Monday, March 24, 2008

What would be an effective treatment?

A feassible approach
Now, is burnout something which is to be treated easily or not? At least a great number of approaches have been described so far. You can easily imagine that there will be a winning approach just for you. Just to name the most common: psycho-education, relaxation-training, stressmanagement, cognitive therapy, lifestyle-improvement, assertivity-training, social skills-training and selfhelp- or peergroups. Now these approaches are not all in the same line and are not readily to be compared to each other. If the original analysis is completed client and therapist together may decide which approach might be the most useful, given the particular situation. And then still: a skilled therapist will probably not want to work with just one approach, he will strive to offer a mixture to size. The most usual mix here will contain a cognitive approach (you examine together if everything you think about your situation, is realistic), there will be some attention for learning how to relax and the client's general lifestyle will be examined.

Effectivity
There is quite some research going on as to how effective all these various approaches are. Whereas burnout is such a young, but nevertheless very serious social and mental problem, we will not see the end of this research shortly. If you are a client yourself, you can easily check for yourself whether you are in good hands by looking at the chosen approach. If it is not one-sided but goes into several aspects of your problem, you can safely suppose that something good will come out of it.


* What to do:
Write out each record exactly as it stands. No pictures belong in the copy.
[Data provided — start]
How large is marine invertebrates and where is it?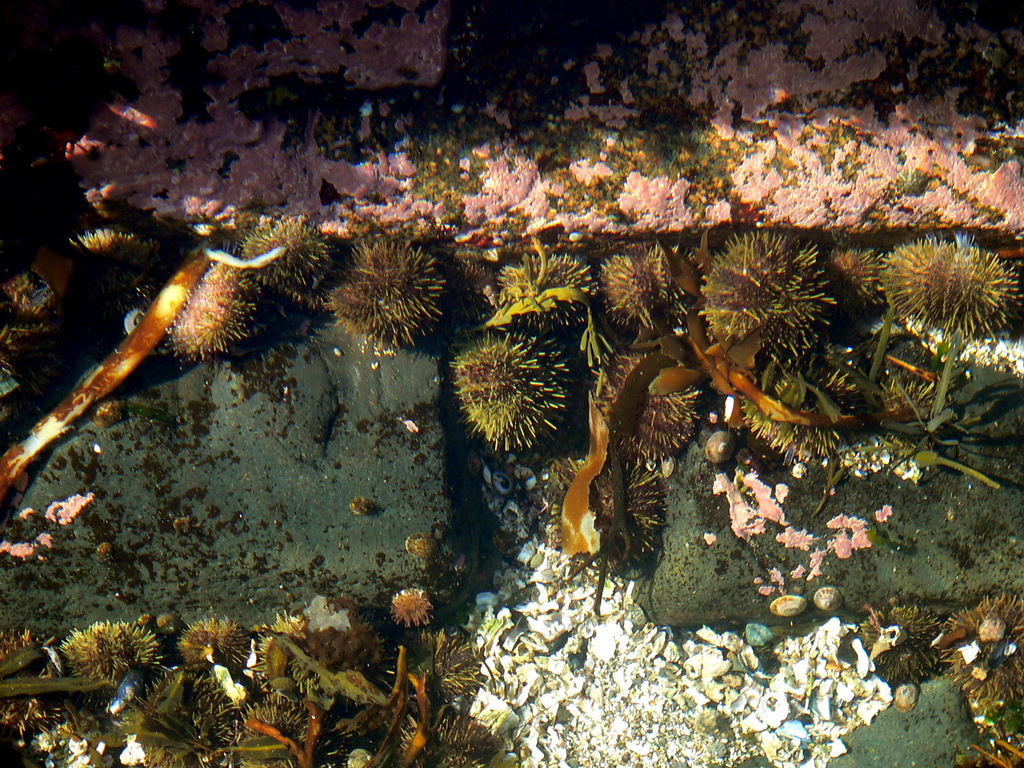
Bounding box: 769:589:813:625.
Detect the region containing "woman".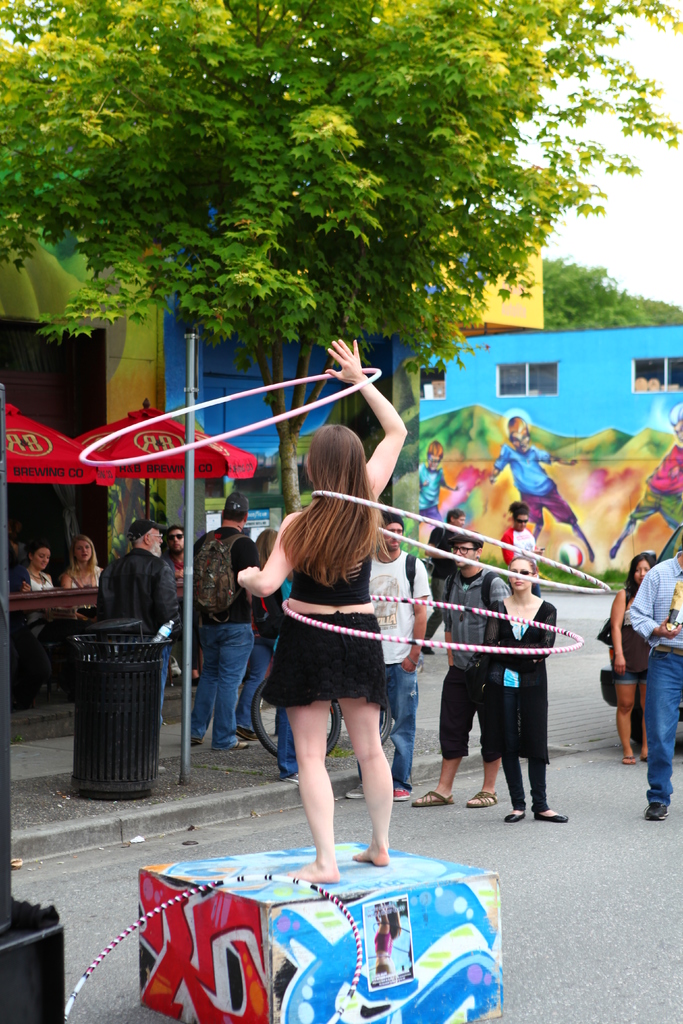
bbox=(58, 536, 102, 620).
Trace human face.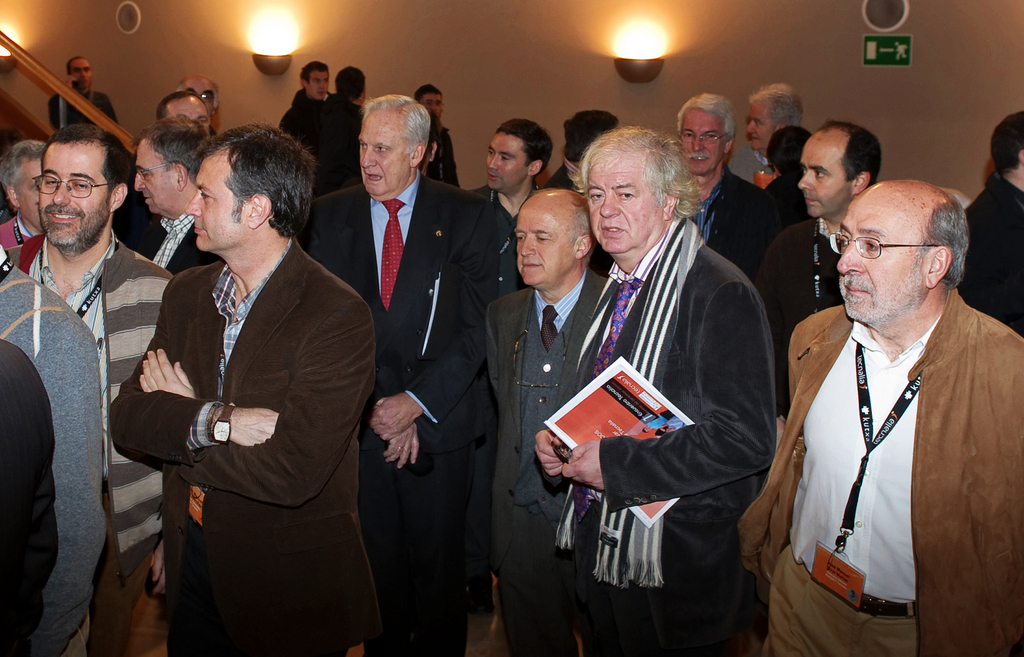
Traced to box(586, 145, 664, 251).
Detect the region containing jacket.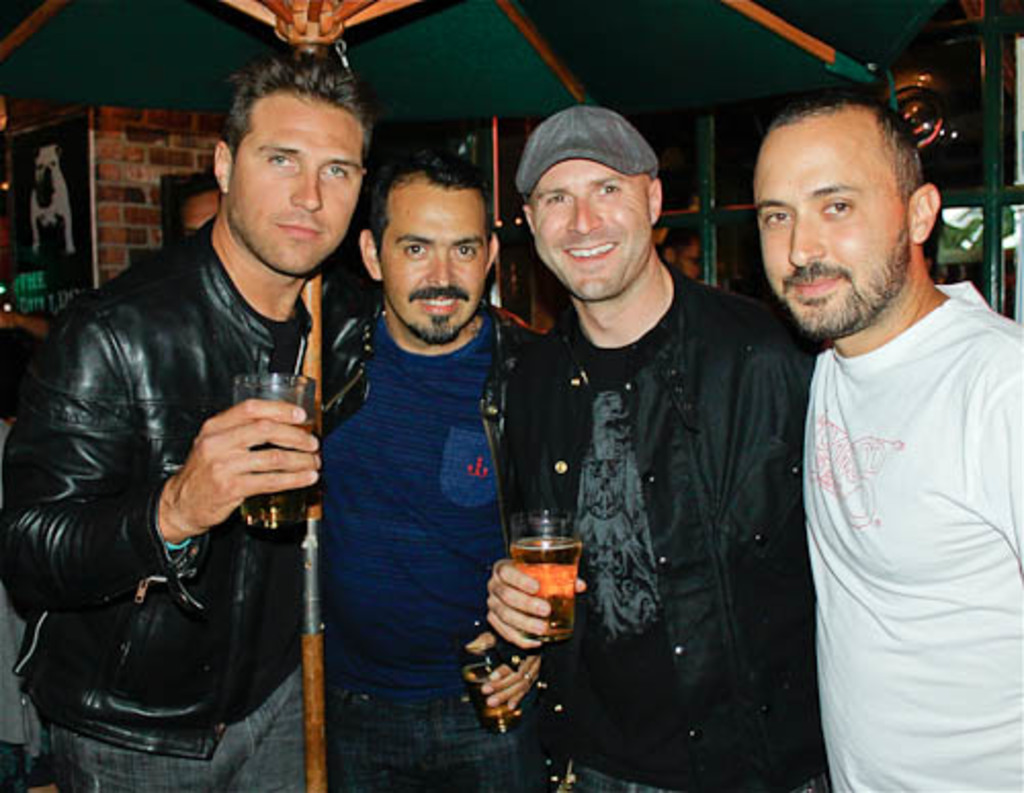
[Data provided — finish]
* Solved exercise:
How large is marine invertebrates and where is it?
Bounding box: 769:589:813:625.
Detect the region containing "woman".
bbox=(58, 536, 102, 620).
Trace human face.
Traced to box(586, 145, 664, 251).
Detect the region containing jacket.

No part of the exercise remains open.